Back in the spring of this year, I had the pleasure of reading Harvard historian Jill Lepore's highly ambitious, yet riveting single-volume of American history, These Truths: A History of the United States (2018). In These Truths, Lepore takes a critical look at the American project and asks if it has lived up to its "truths," or the tenets of "equality, sovereignty, and consent" of a country's citizens before the law, and their accession to a governmental authority to protect those rights, respectively (Lepore, 2018, p. 787). Of course, the government didn't initially look out for all of its citizens, namely Native Americans, African-Americans, women, immigrants, and those in the LGBTQ community. Essentially, American history has been the story of America's gradual rectifying of past injustice (mind you, not exactly a linear process), with much work remaining today to ensure the continuance of such rights and protections for as many as possible.

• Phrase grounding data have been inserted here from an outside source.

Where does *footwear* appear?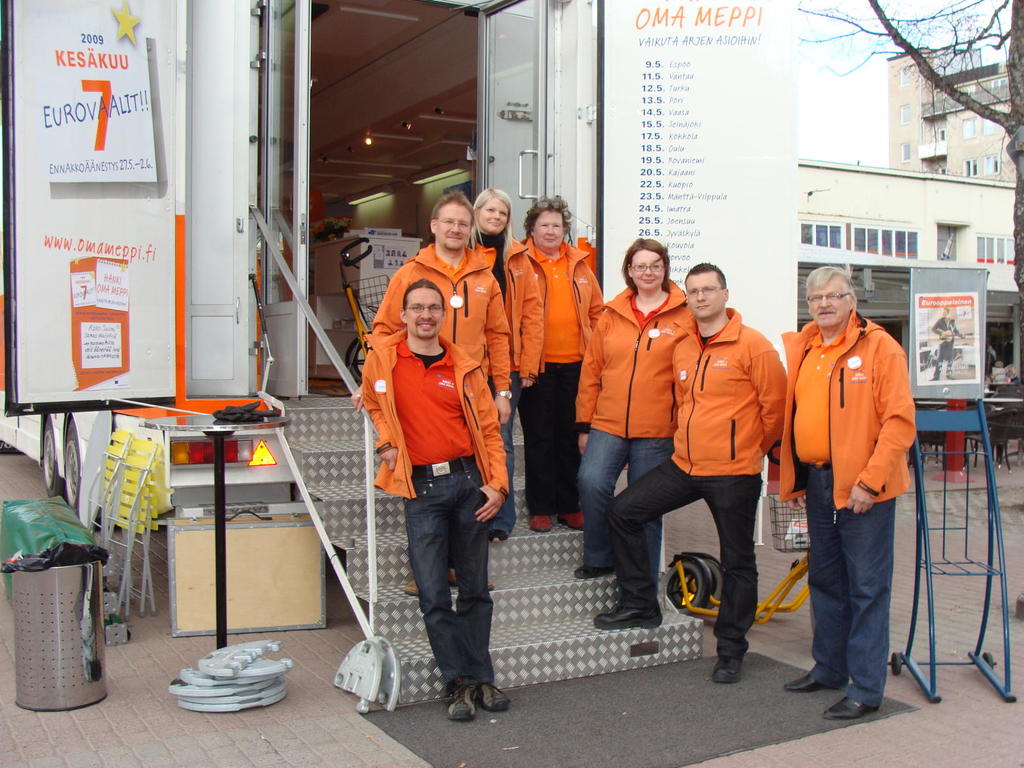
Appears at bbox=(780, 671, 822, 691).
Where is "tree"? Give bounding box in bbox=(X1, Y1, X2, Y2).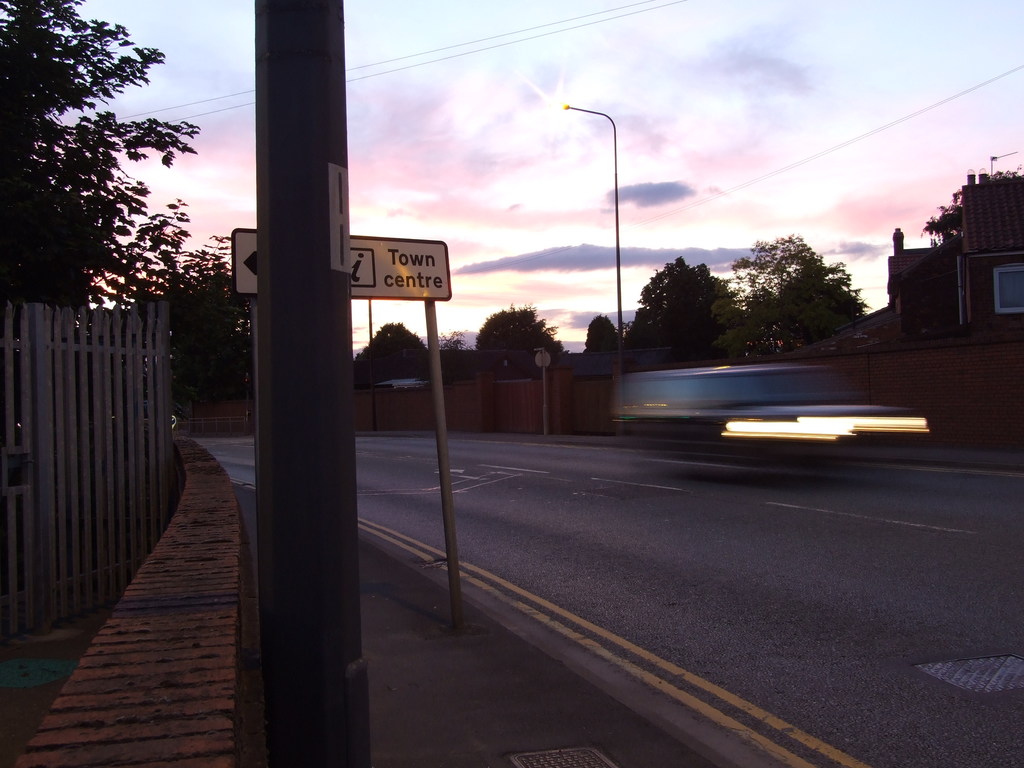
bbox=(0, 2, 204, 332).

Coinciding with this ongoing reckoning, starting in the 1960s, intellectuals and scholars soured by the many examples of American hypocrisy in protecting the rights of certain classes of citizens over others, and in regards to the scourge of twisted nationalism that produced Nazism and countless other atrocities, increasingly trended towards discarding the ideas of nationalism and the nation-state altogether. In her follow-up to These Truths, This America: The Case for the Nation (2019), Lepore warns against this wholesale ignoring of nationalism, arguing that within this scholarly vacuum, reactionary forces can (and will) fill that void with a dangerous redefinition of nationalism that threatens the very liberal-democratic foundations of the country.

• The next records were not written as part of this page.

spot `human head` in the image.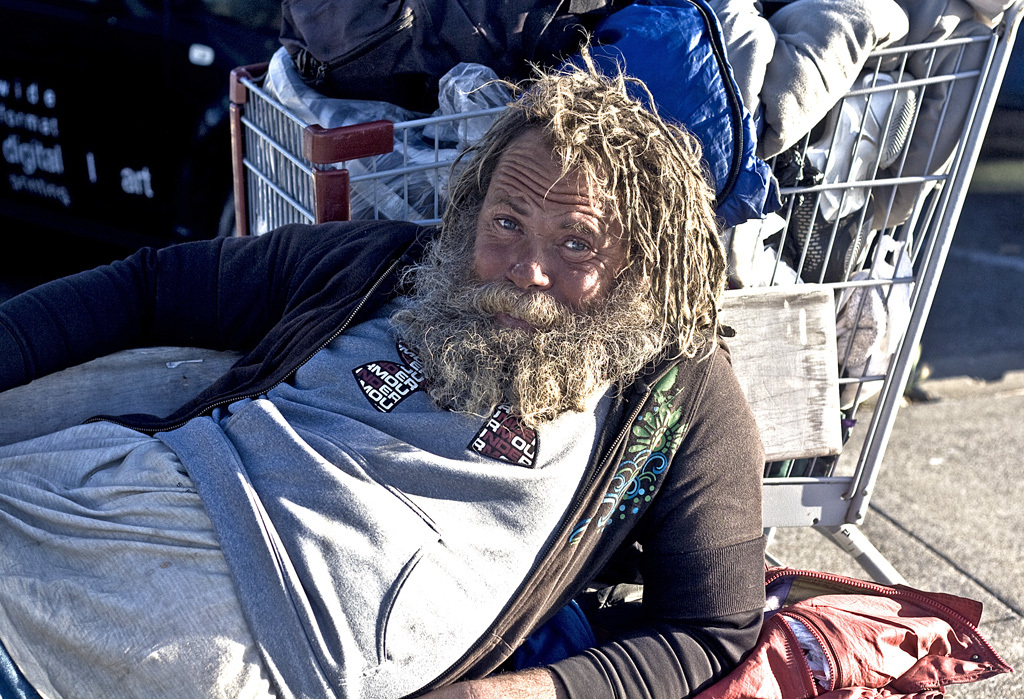
`human head` found at (left=392, top=75, right=682, bottom=465).
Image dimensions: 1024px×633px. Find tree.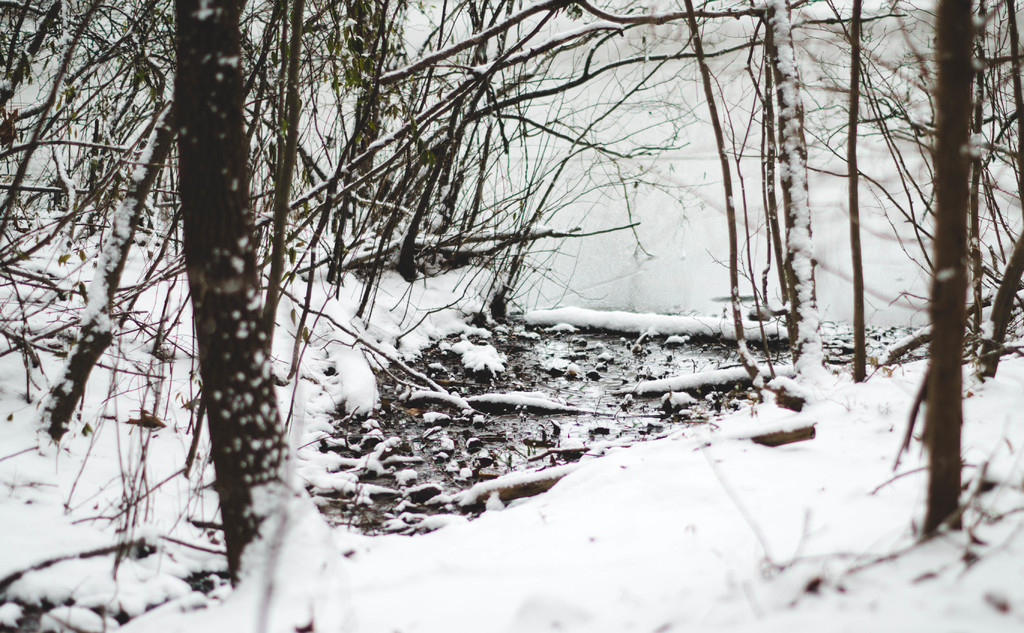
[173,0,291,586].
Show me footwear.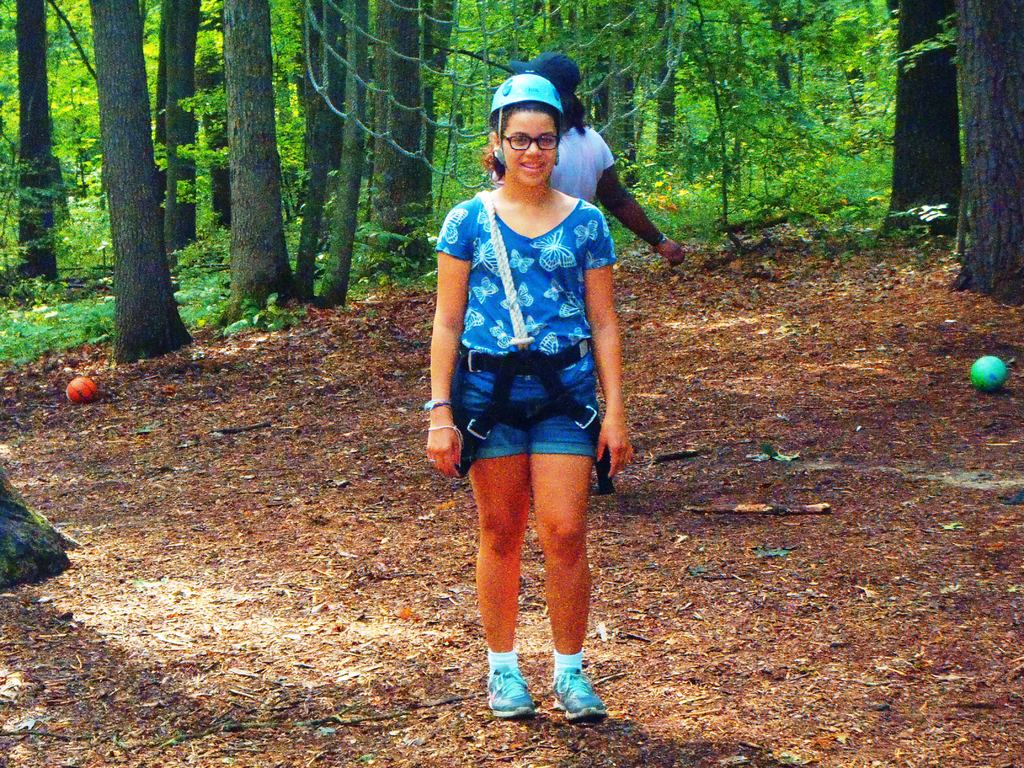
footwear is here: left=593, top=447, right=614, bottom=495.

How did we get to this point?
Part civics primer as well as a call to action, This America first takes us back to the 18th and 19th centuries, when the idea of a nation-state as we understand it in modern times, a collective of individuals bound together by common laws into a "political community," became cemented through its inseparability with nationalism, one's sense of pride in their country and people (Lepore, 2019, p. 26). Laws and a government aren't enough to bind together diverse groups of people. You need a national origin story, you need national histories. In the case of the USA, that came to be a story about a nation that fought a bloody revolution to secure for itself the universal values of equality, liberty, and freedom from a tyrannical regime, and then went on to continue that fight on behalf of the rest of humanity through its foreign policy of spreading the blessings of democracy (with, to put it mildly, mixed results).
However, there is a duality that remains within American nationalism, a dark side, one that is "less a love for your own country than a hatred of other countries and their people and a hatred of people within your own country who don't belong to an ethnic, racial, or religious majority" (Lepore, 2019, p. 23). To best fight these ever-present demons, most recently manifested in Trumpism's animosity towards immigrants and globalists, Lepore argues that since nation-states remain a central organizing principle of geopolitics today, the state's liberal democratic institutions remain the best tool for protecting its citizens' rights, and in concert with the nation's intellectuals, can be a powerful advocate of a more positive vision of Americanism.
What is this more positive vision of American nationalism? One that recommits to the liberal project of the expansion of "equality and liberty, tolerance and inquiry, justice and fairness," within the national consciousness and governmental institutions alike, a nationalism that must reckon with its past while boldly striding forward into a future requiring innovative solutions to the big issues of our day, such as environmental degradation, climate change, mass migration, and income inequality (Lepore, 2019, p. 137). As long as the metaphorical better angel is able to hold greater sway within American social life and politics can the evils of nationalism be kept at bay, and the body politic retain its relative stability.
In her conclusion, Lepore calls for no less than a vigorous re-commitment to the embattled liberal American project. While no doubt a massive undertaking on both the part of citizens and the government in an era where liberalism's center-of-the-road approach has been maligned from all sides as enabling the status quo, Lepore says that it will be worth it. That through the fruits of our labors, our nation can achieve more of what W.E.B. DuBois called "great and beautiful things" and continue to bend the proverbial arc of history closer to justice for all, away from the "hideous mistakes" and the "frightful wrongs" of the past (Lepore, 2019, p. 137).
Works Cited:
Lepore, Jill. (2018). These Truths: A History of the United States. New York: W.W. Norton & Company.
Lepore, Jill. (2019). This America: The Case for the Nation. New York: Liveright Publishing Corporation.